Day 97 | Surrounded Regions
Haroon Almadani
Incoming SWE Intern @ CoStar Group | Computer Science at VCU | Full-Stack Development
In this problem, you are given a 2-D grid. This grid contains "X" an "O" characters. If a group of O's is surrounded by X's on all 4 sides, it is considered to be surrounded. The goal of this problem is to change all surrounded regions of O's to X's. This is a pretty interesting problem that I learned a lot from.
The Approach
Initially, I thought of starting from all the O's on the board. I asked myself, how can I look for O's that are surrounded on the board. I initially started by thinking that I can traverse the board, look for O's, then perform a depth first search to see if it's group was surounded by X's. This approach felt a little complicated. The reason why is that you're not working with a singular cell. You are working with a group of cells. It's a lot more difficult to keep track if a whole group of cell's is surrounded rather than a single cell.

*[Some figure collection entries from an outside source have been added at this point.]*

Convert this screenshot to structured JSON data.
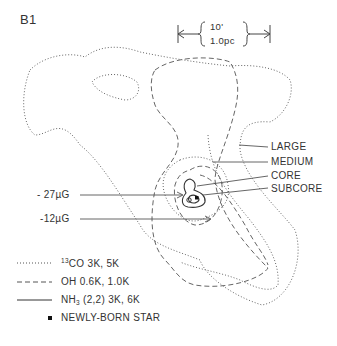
{
  "panel_label": "B1",
  "scale_bar": {
    "angle": "10'",
    "distance": "1.0pc"
  },
  "region_labels": [
    "LARGE",
    "MEDIUM",
    "CORE",
    "SUBCORE"
  ],
  "field_labels": [
    "- 27µG",
    "-12µG"
  ],
  "legend": [
    {
      "style": "dotted",
      "prefix_sup": "13",
      "text": "CO 3K, 5K"
    },
    {
      "style": "dashed",
      "text": "OH 0.6K, 1.0K"
    },
    {
      "style": "solid",
      "text_main": "NH",
      "text_sub": "3",
      "text_rest": " (2,2) 3K, 6K"
    },
    {
      "style": "square-marker",
      "text": "NEWLY-BORN STAR"
    }
  ],
  "colors": {
    "line": "#555555",
    "text": "#333333",
    "background": "#ffffff"
  }
}
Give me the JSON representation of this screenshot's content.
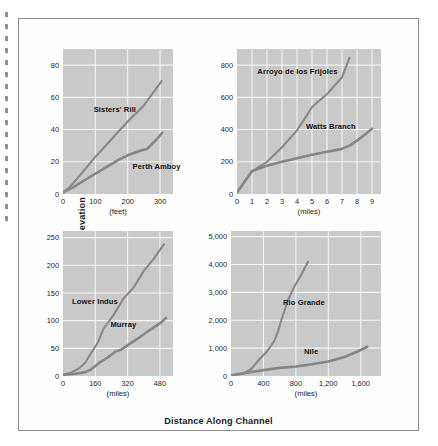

I actually found a different approach. What if instead you look for the group of cells that aren't surrounded. It's actually quite easy to find which cells these are. They are all the group of O's that are on the border of the grid. We can traverse all the borders, look for O's, perform a BFS on the cells surrounding those O's to mark those group of O's, then traverse the entire grid again to look for groups of O's that aren't marked. These groups that aren't marked are surrounded. We turn those to X's.
领英推荐
The Code
class Solution:
def solve(self, board: List[List[str]]) -> None:
ROWS, COLS = len(board), len(board[0])
q = deque()
for r in range(ROWS):
for c in range(COLS):
if (r == 0 or r == ROWS - 1 or c == 0 or c == COLS-1) and board[r][c] == "O":
q.append((r,c))
while(q):
for _ in range(len(q)):
(r,c) = q.popleft()
print(q)
board[r][c] = "I"
directions = [[1,0],[0,1],[-1,0],[0,-1]]
for rowAdd, colAdd in directions:
new_r, new_c = r + rowAdd, c + colAdd
if new_r >= 0 and new_c >= 0 and new_r < ROWS and new_c < COLS and board[new_r][new_c] == "O":
print(board[new_r][new_c])
q.append((new_r,new_c))
for r in range(ROWS):
for c in range(COLS):
if board[r][c] == "O":
board[r][c] = "X"
if board[r][c] == "I":
board[r][c] = "O"
We start by creating a queue. We then loop through the entire grid. If the current cell is on the border, and is an O, we then add it to the queue. We then perform a BFS on those cells. We mark all the border group of O's with and 'I'. This way we keep track of the cells that are not surrounded. We then loop through the entire grid. If the current cell is an O, we change it to an X. If the current cell is an I, we change it back to and O.
Complexity Analysis
The time complexity of this solution is going to be O(m x n). The reason why is that the bfs method can only process each cell at most once. We then loop through the entire board another 2 times. This gives us something like O((m x n) + (m x n) + (m x n)) which just simplifies to m x n.
The space complexity is proportional to the size of the grid. This is because worst case scenario, the entire board is made up of O's which mean that every single cell would be in the queue at some point.